Posted May 03, 2010 10:47am EDT by Aaron Task in Newsmakers, Recession
"Talking about the debt issue as though this were the no. 1 problem of the U.S. is fundamentally misguided," says James Galbraith, economic professor at the University of Texas and author of The Predator State.

Galbraith was responding to the "fear mongering" of those who claim the U.S. is on the road to ruin because of its rising debts, specifically Euro Pacific Capital's Peter Schiff.

Last week, Schiff and Galbraith engaged in a heated debate on CNBC regarding this issue; we asked the professor to respond when he came on Tech Ticker Friday.

As stated here, Schiff believes "sovereign credit risk in the U.S. is just as great -- if not greater than [in] Greece."

But that is an "absurd proposition," according to Galbraith.

"Greece is a very small country in a very large currency zone it doesn't control," he says. "The U.S. is a very large, autonomous economy that can set its own course [and] has enormous amount of capacity to deal with its problems."

In the CNBC debate, Schiff claimed the U.S. is acting like a subprime borrower using a teaser rate and will be unable to fund its deficits once short-term rates spike. Galbraith dismisses that scenario in the accompanying video, suggesting "for better or worse," the Fed controls short-term rates. And foreigners, most notably China, have little choice but to own Treasuries and would be committing financial suicide if they dumped U.S. holdings en masse, he says. 

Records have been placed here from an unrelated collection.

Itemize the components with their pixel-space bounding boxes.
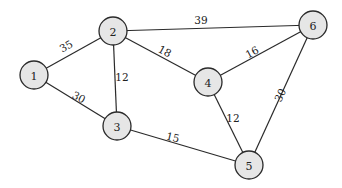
node-2: 2 <box>99 17 127 45</box>
node-label: 3 <box>114 121 121 134</box>
node-3: 3 <box>103 112 131 140</box>
edge-weight-1-3: 30 <box>70 89 87 106</box>
node-6: 6 <box>299 11 327 39</box>
node-label: 6 <box>310 20 317 33</box>
node-label: 5 <box>246 160 253 173</box>
edge-2-6 <box>113 25 313 31</box>
edge-weight-4-5: 12 <box>226 112 239 124</box>
node-label: 1 <box>31 70 38 83</box>
edge-4-6 <box>208 25 313 82</box>
edge-weight-2-6: 39 <box>194 14 207 26</box>
node-4: 4 <box>194 68 222 96</box>
node-5: 5 <box>235 151 263 179</box>
edge-weight-4-6: 16 <box>243 43 261 60</box>
edge-weight-6-5: 30 <box>272 86 289 103</box>
edge-weight-3-5: 15 <box>165 130 181 145</box>
node-label: 2 <box>110 26 117 39</box>
edge-weight-labels: 353012183915161230 <box>57 14 288 144</box>
node-label: 4 <box>205 77 212 90</box>
edge-weight-2-4: 18 <box>156 43 173 60</box>
edge-3-5 <box>117 126 249 165</box>
weighted-graph-diagram: 353012183915161230 123456 <box>0 0 342 188</box>
edge-weight-1-2: 35 <box>57 37 75 54</box>
node-1: 1 <box>20 61 48 89</box>
edge-weight-2-3: 12 <box>115 71 128 83</box>
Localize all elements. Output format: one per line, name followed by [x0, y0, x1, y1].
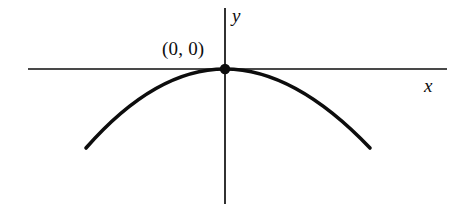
y-axis-label: y — [232, 6, 240, 25]
origin-point-label: (0, 0) — [162, 39, 204, 58]
origin-point-marker — [220, 64, 230, 74]
parabola-curve — [86, 69, 370, 148]
plot-canvas — [0, 0, 469, 204]
x-axis-label: x — [424, 76, 432, 95]
parabola-figure: y x (0, 0) — [0, 0, 469, 204]
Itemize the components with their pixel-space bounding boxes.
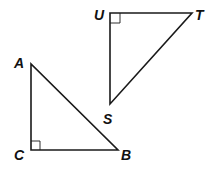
triangle-abc-outline	[31, 64, 118, 150]
triangle-stu: U T S	[94, 7, 205, 127]
vertex-label-u: U	[94, 7, 105, 23]
vertex-label-s: S	[103, 111, 113, 127]
vertex-label-a: A	[13, 55, 24, 71]
right-triangles-diagram: A C B U T S	[0, 0, 212, 169]
triangle-stu-outline	[110, 13, 192, 104]
right-angle-marker-c	[31, 141, 40, 150]
right-angle-marker-u	[110, 13, 120, 23]
vertex-label-t: T	[195, 7, 205, 23]
vertex-label-b: B	[121, 147, 131, 163]
triangle-abc: A C B	[13, 55, 131, 163]
vertex-label-c: C	[14, 147, 25, 163]
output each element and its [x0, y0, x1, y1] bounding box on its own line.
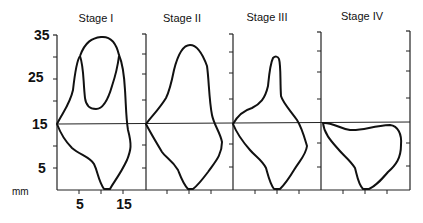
panel-title-stage-4: Stage IV: [341, 10, 384, 22]
panel-title-stage-2: Stage II: [163, 12, 201, 24]
y-tick-35: 35: [34, 27, 50, 43]
panel-title-stage-1: Stage I: [79, 12, 114, 24]
y-tick-5: 5: [38, 160, 46, 176]
x-tick-5: 5: [76, 196, 84, 212]
stage-2-outline: [146, 45, 222, 189]
panel-title-stage-3: Stage III: [247, 11, 288, 23]
stage-4-outline: [323, 123, 401, 189]
axes: [53, 31, 410, 194]
y-tick-15: 15: [32, 116, 48, 132]
y-unit-label: mm: [12, 186, 29, 197]
x-tick-15: 15: [116, 196, 132, 212]
y-tick-25: 25: [28, 69, 44, 85]
stage-outline-chart: Stage I Stage II Stage III Stage IV 35 2…: [0, 0, 423, 223]
stage-1-inner-loop: [80, 56, 119, 109]
stage-1-outline: [57, 37, 131, 189]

Undoubtedly, Schiff's fans (and Schiff himself) will recall the author and Senate candidate was similarly scoffed at in 2005 and 2006 when he warned of a housing bubble, and in 2007 when he said subprime was definitely not contained. (See: Peter Schiff was right.)

Hopefully, Schiff will be proven wrong this time.

Editor's note: Time constraints prohibited us from asking Schiff about his debate with Galbraith last week. But the invitation for him to retort is open and hopefully we can have both gentlemen on soon to debate these and related issues.